And short of the threat of joblessness, nothing gives an employer more negotiating power than knowing what a job candidate is currently earning.

Pay history has become such a standard background question that companies often ask it and candidates often answer it without really questioning whether asking it is right or answering it is wise. Sometimes we’re sheep. If the form says, “All fields must be completed,” we assume there must be some legitimate reason for each of those fields. The form is, after all, official.

When an applicant surrenders that confidential information, she creates what behavioral economists call an “anchor,” a number that has an outsized effect on the final result. The truth is that pay is more arbitrary than we like to admit. As The Wall Street Journal recently reported, “When it comes to pay, most companies are making things up as they go.”

Compensation does increase and decrease with market pressures, particularly in hard-to-fill positions like coding, but for most people who coughed up that number, their pay from their current boss was largely determined by their pay from their former boss, and the one before that, and the one before that. Career coaches increasingly say not to disclose the information, which is more easily said by a well-compensated advisor than done by a job candidate who really needs the job to stay current on the mortgage.

Unless one lives in Massachusetts.

Beginning in July 2018, people applying to companies there no longer need to worry that the legacy of frugal or discriminatory past employers will haunt them for the rest of their careers.
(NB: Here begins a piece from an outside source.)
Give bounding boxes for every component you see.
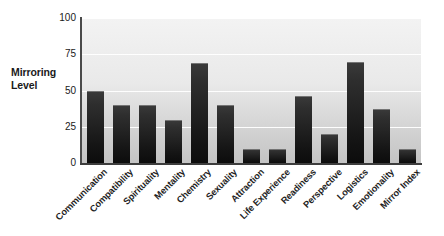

A bipartisan bill, signed this month by Republican Governor Charlie Baker, makes it illegal “for an employer to ... seek the wage or salary history of a prospective employee from the prospective employee or a current or former employer or to require that a prospective employee’s prior wage or salary history meet certain criteria.” So, for 2.1% of the United States population, their past pay will soon be none of their new employers’ business. Don’t be surprised if large, national companies, to avoid violating the Massachusetts law, eliminate the pay question everywhere they do business.

The provision was included in a law designed to fix inequities in the pay between men and women. All things considered, women are more likely to arrive at a new employer with a lower current salary and less impressive trajectory, and therefore, so the thinking goes, removing those anchors will make them less likely to weigh down women’s future pay.
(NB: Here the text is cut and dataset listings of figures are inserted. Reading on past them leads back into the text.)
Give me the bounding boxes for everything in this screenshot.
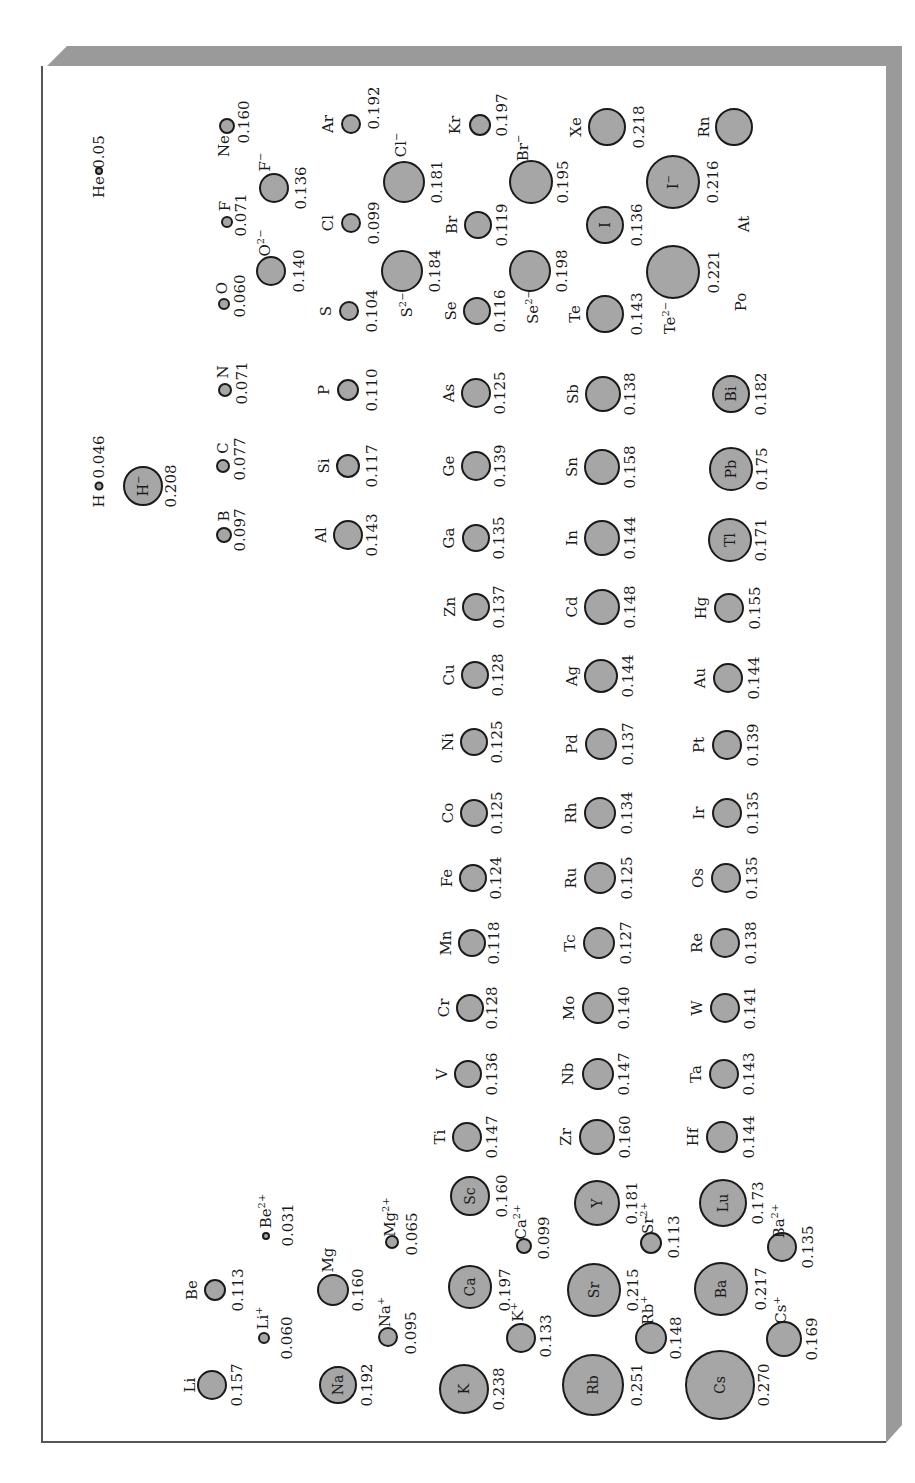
atom-symbol-hg: Hg (694, 597, 709, 620)
atom-symbol-ti: Ti (433, 1130, 448, 1145)
atom-circle-cs: Cs (685, 1350, 755, 1420)
atom-symbol-mg: Mg (321, 1248, 336, 1273)
radius-value-co: 0.125 (490, 792, 505, 835)
atom-circle-as (461, 378, 491, 408)
atom-circle-na-plus (378, 1327, 398, 1347)
atom-circle-hf (706, 1121, 738, 1153)
atom-symbol-li: Li (183, 1378, 198, 1393)
page-shadow-right (886, 46, 902, 1443)
radius-value-lu: 0.173 (751, 1182, 766, 1225)
radius-value-na-plus: 0.095 (404, 1312, 419, 1355)
atom-symbol-se: Se (444, 301, 459, 320)
radius-value-pd: 0.137 (621, 723, 636, 766)
radius-value-cd: 0.148 (623, 586, 638, 629)
radius-value-ne: 0.160 (237, 101, 252, 144)
atom-symbol-h: H (92, 494, 107, 507)
atom-symbol-as: As (442, 384, 457, 403)
atom-symbol-ru: Ru (564, 868, 579, 889)
radius-value-tc: 0.127 (619, 922, 634, 965)
radius-value-in: 0.144 (623, 517, 638, 560)
atom-circle-se2-minus (509, 250, 551, 292)
atom-circle-s2-minus (381, 250, 423, 292)
radius-value-h: 0.046 (92, 436, 107, 479)
atom-circle-s (339, 301, 359, 321)
atom-symbol-se2-minus: Se2− (526, 290, 541, 324)
atom-circle-li-plus (258, 1332, 270, 1344)
atom-symbol-pd: Pd (565, 734, 580, 754)
atom-symbol-i-minus: I− (666, 175, 680, 189)
radius-value-cu: 0.128 (491, 654, 506, 697)
atom-symbol-al: Al (314, 527, 329, 543)
radius-value-cs: 0.270 (757, 1364, 772, 1407)
atom-symbol-tl: Tl (723, 533, 737, 547)
atom-symbol-sb: Sb (566, 384, 581, 404)
radius-value-f: 0.071 (234, 194, 249, 237)
radius-value-s: 0.104 (365, 290, 380, 333)
atom-circle-sc: Sc (450, 1176, 490, 1216)
atom-circle-p (337, 379, 359, 401)
atom-symbol-ga: Ga (442, 528, 457, 549)
atom-symbol-ag: Ag (565, 666, 580, 686)
radius-value-o2-minus: 0.140 (292, 250, 307, 293)
radius-value-w: 0.141 (743, 987, 758, 1030)
radius-value-bi: 0.182 (754, 373, 769, 416)
radius-value-mo: 0.140 (617, 987, 632, 1030)
radius-value-cs-plus: 0.169 (805, 1318, 820, 1361)
atom-symbol-rb: Rb (586, 1375, 600, 1395)
atom-circle-mg2-plus (385, 1235, 399, 1249)
atom-symbol-ar: Ar (321, 115, 336, 133)
atom-circle-cl-minus (383, 161, 425, 203)
atom-circle-in (584, 520, 620, 556)
radius-value-au: 0.144 (747, 657, 762, 700)
atom-symbol-cd: Cd (565, 596, 580, 617)
atom-symbol-y: Y (590, 1198, 604, 1207)
radius-value-p: 0.110 (365, 369, 380, 412)
atom-circle-al (333, 520, 363, 550)
atom-circle-sb (585, 376, 621, 412)
atom-symbol-os: Os (691, 868, 706, 888)
atom-circle-te2-minus (646, 245, 700, 299)
atom-symbol-o: O (215, 282, 230, 294)
atom-circle-na: Na (319, 1366, 357, 1404)
atom-circle-mg (317, 1274, 349, 1306)
atom-circle-zr (579, 1119, 615, 1155)
atom-circle-tl: Tl (708, 518, 752, 562)
atom-circle-bi: Bi (712, 375, 750, 413)
atom-circle-mn (458, 929, 486, 957)
radius-value-rb: 0.251 (630, 1364, 645, 1407)
radius-value-c: 0.077 (233, 438, 248, 481)
atom-symbol-o2-minus: O2− (258, 229, 273, 256)
atom-symbol-s: S (319, 306, 334, 316)
radius-value-li: 0.157 (230, 1364, 245, 1407)
atom-circle-sr2-plus (640, 1232, 662, 1254)
atom-circle-ni (460, 728, 488, 756)
radius-value-ba2-plus: 0.135 (801, 1226, 816, 1269)
radius-value-k-plus: 0.133 (539, 1315, 554, 1358)
atom-symbol-pt: Pt (692, 737, 707, 753)
radius-value-ba: 0.217 (754, 1268, 769, 1311)
atom-symbol-ne: Ne (217, 135, 232, 157)
radius-value-na: 0.192 (360, 1364, 375, 1407)
atom-symbol-si: Si (317, 458, 332, 473)
atom-circle-i: I (586, 206, 624, 244)
atom-symbol-mg2-plus: Mg2+ (383, 1197, 398, 1237)
page-shadow-top (47, 46, 902, 66)
atom-circle-co (460, 799, 488, 827)
atom-circle-rh (584, 797, 616, 829)
radius-value-be2-plus: 0.031 (281, 1204, 296, 1247)
atom-symbol-cl-minus: Cl− (394, 133, 409, 158)
atom-symbol-na: Na (331, 1375, 345, 1396)
atom-circle-rb-plus (635, 1322, 667, 1354)
atom-circle-mo (582, 992, 614, 1024)
atom-circle-lu: Lu (699, 1179, 747, 1227)
atom-symbol-mn: Mn (439, 930, 454, 955)
atom-symbol-lu: Lu (716, 1194, 730, 1212)
atom-circle-o2-minus (256, 256, 286, 286)
radius-value-re: 0.138 (744, 922, 759, 965)
radius-value-k: 0.238 (492, 1368, 507, 1411)
atom-circle-ge (461, 451, 491, 481)
atom-circle-ag (584, 659, 618, 693)
radius-value-n: 0.071 (235, 362, 250, 405)
radius-value-mn: 0.118 (487, 922, 502, 965)
atom-circle-li (197, 1370, 227, 1400)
There is no guarantee the pay secrecy provision will work. Without a reference point of past pay, employees will be asked more about their “target pay level,” and there’s every reason to suspect that, on average, men will be more assertive in asking for money. A new study showing that men are often their own favorite experts on a given subject is the latest piece of evidence that guys have relatively inflated opinions of themselves and therefore might push harder for higher pay.

The Massachusetts provision is also interesting because it attempts to keep private an individual’s pay against the larger tide of making pay more transparent. Starting next year, publicly held companies must start disclosing the ratio of their CEOs’ pay to the median compensation of their employees. Two years ago, President Obama directed the Department of Labor to collect more information on what federal contractors pay their employees, in hopes of better spotting discrimination. He also signed an executive order prohibiting federal contractors from punishing employees who disclose their pay to each other. (Those conversations are already protected by a 1935 law.)

If the candidate applying for job in Massachusetts is currently a California government employee or a member of military, there’s no need to ask about current pay; his or her current compensation or pay grade is already public. And when the employee’s pay isn’t made public by law, someone could always make a fairly good guess by looking up his or her current employer on Glassdoor. The United States is still a long way from Sweden, Norway, and Finland, which make everyone’s tax returns public, but bit by bit, the American tradition of pay privacy is disintegrating.

In the quest for better pay schemes, we can’t seem to make up our minds. Your pay is no one’s business – or perhaps it’s everyone’s. We’re still experimenting, which means things will stay messy. The new Massachusetts provision is a good and well-intended idea, certainly worth a shot in several states to see if it works as advertised to correct gender pay disparities.

The potential breakthrough in the law is that that it makes it illegal to ask about anyone’s past pay – man or woman. Say, for example, that a man took one or two jobs for love rather than money. (Most journalists qualify.) Allowing him to keep his past pay his business would let him more easily do the reverse – work for money rather than love. The law might help to spark some needed wage inflation for both sexes, something businesses could legitimately be against if it were not for the disproportionate pay increases they’ve given to their top executives.

In any case, for a savvy job candidate, it tilts the negotiation process a bit more in his or her favor and pushes companies to be more methodical in deciding what to pay their new hires than using their past compensation as an unreliable anchor.